Every day, legal decisions are made based on the pain, suffering, and anxiety people say they’re feeling, even though we have no objective way to measure them. So what if we could see inside people’s minds — not just to know what they’re feeling now, but what they’ve felt in the past too?
Advancements in neuroscience are already improving our ability to do so. A new article published in the Emory Law Journal (full version here) entitled “The Experiential Future of the Law,” by Brooklyn Law School professor Adam Kolber, looks at how these advancements will continue over the next 30 years (to the point of near mind-reading), and how they’ll inevitably lead to changes in the law.
Kolber’s central claim:
My central claim is that as new technologies emerge to better reveal people’s experiences, the law ought to do more to take these experiences into account. In tort and criminal law, we often ignore or downplay the importance of subjective experience. This is no surprise. During the hundreds of years in which these bodies of law developed, we had very poor methods of making inferences about the experiences of others. As we get better at measuring experiences, however, I make the normative claim that we ought to change fundamental aspects of the law to take better account of people’s experiences.
And a few choice paragraphs:
In 2006, researchers used fMRI to help assess the mental activity of a woman believed to be in a persistent vegetative state. When the woman was scanned and asked to imagine engaging in certain actions like playing tennis or navigating rooms in her house, her brain activity looked remarkably similar to the activity in healthy control subjects who imagined engaging in the same activities. One researcher declared that the study provides “knock-down, drag-out” evidence of the patient’s conscious experiences.

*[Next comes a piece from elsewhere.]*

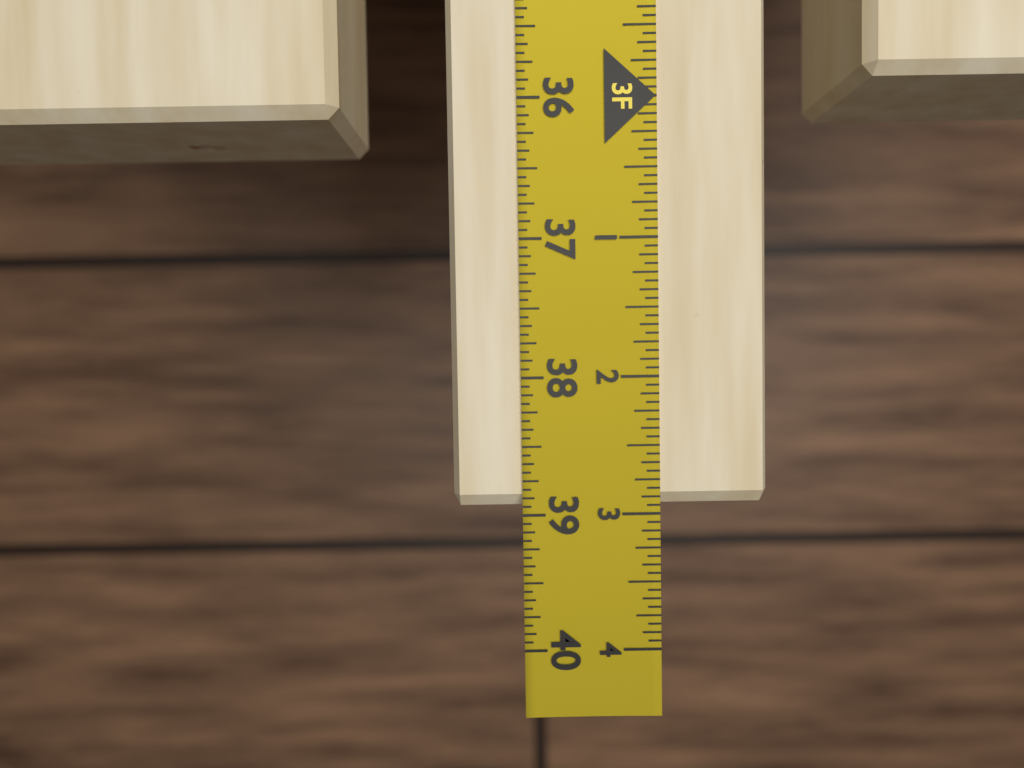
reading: 38.9375 in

Researchers are trying to develop more accurate methods of detecting deception using brain imaging. While many in the scientific community doubt that current brain-based methods of lie detection are sufficiently accurate and reliable to use in forensic contexts, that has stopped neither companies from marketing fMRI lie detection services to the public, nor litigants from trying to introduce such evidence in court.
Even if current lie detection technology is too inaccurate to rely on in court, we already have good reason to think about future uses of such technology. Given the substantial possibility that we will develop reasonably accurate lie detectors within the next thirty years, our current secretive behaviors have already become harder to hide. A person in the year 2011 who visits a strip club, cheats on his spouse, evades taxes, or murders someone can surely be asked thirty years later about his thoughts and conduct throughout the course of his life. The “look-back” potential of accurate lie detection reduces the probability that our current thoughts and behavior will remain secret in coming decades.